§ What to work on:
Exactly as they appear below, repeat the lines from the one with "This screenshot has width=462, height=980." through the one with "This screenshot has width=868, height=413.", and no others.

━━━━━ Records for the exercise ━━━━━

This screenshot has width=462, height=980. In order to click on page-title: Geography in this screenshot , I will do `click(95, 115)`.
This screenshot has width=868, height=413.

━━━━━
━━━━━ Records for the exercise ━━━━━

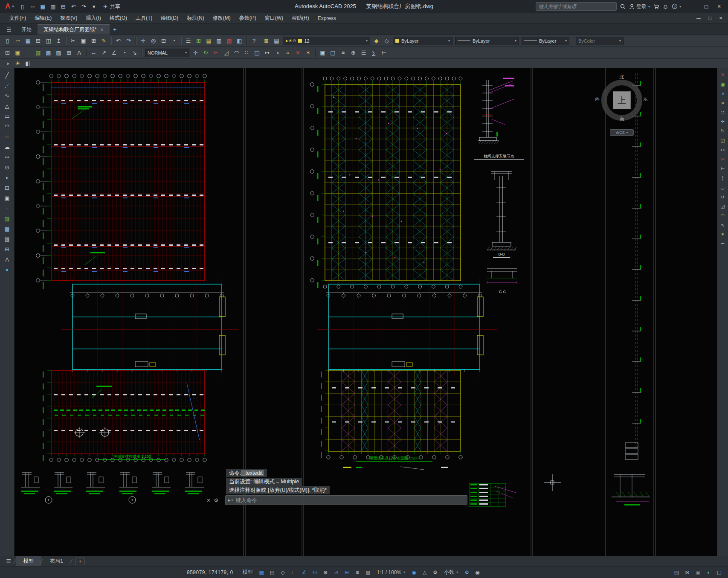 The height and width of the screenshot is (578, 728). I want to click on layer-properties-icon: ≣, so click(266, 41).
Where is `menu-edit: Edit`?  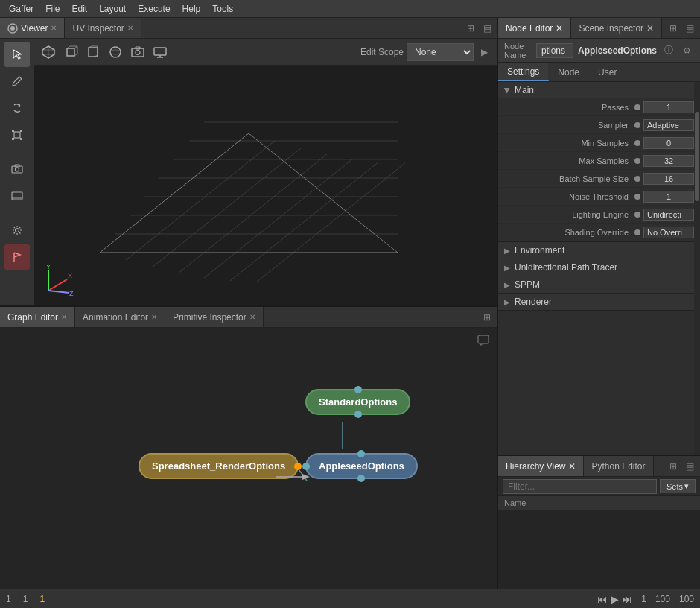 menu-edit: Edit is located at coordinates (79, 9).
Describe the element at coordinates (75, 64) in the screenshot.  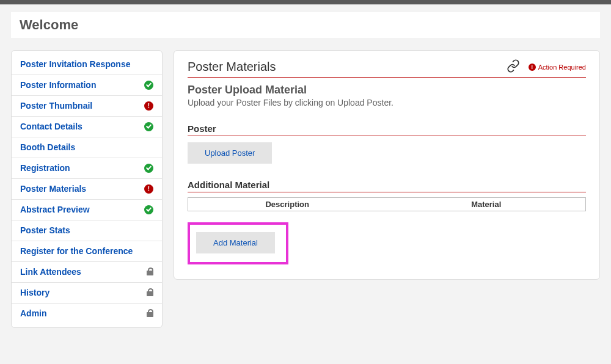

━━━━━

§ Exercise response:
This screenshot has width=462, height=980. In order to click on page-title: Geography in this screenshot , I will do `click(95, 115)`.
This screenshot has width=868, height=413.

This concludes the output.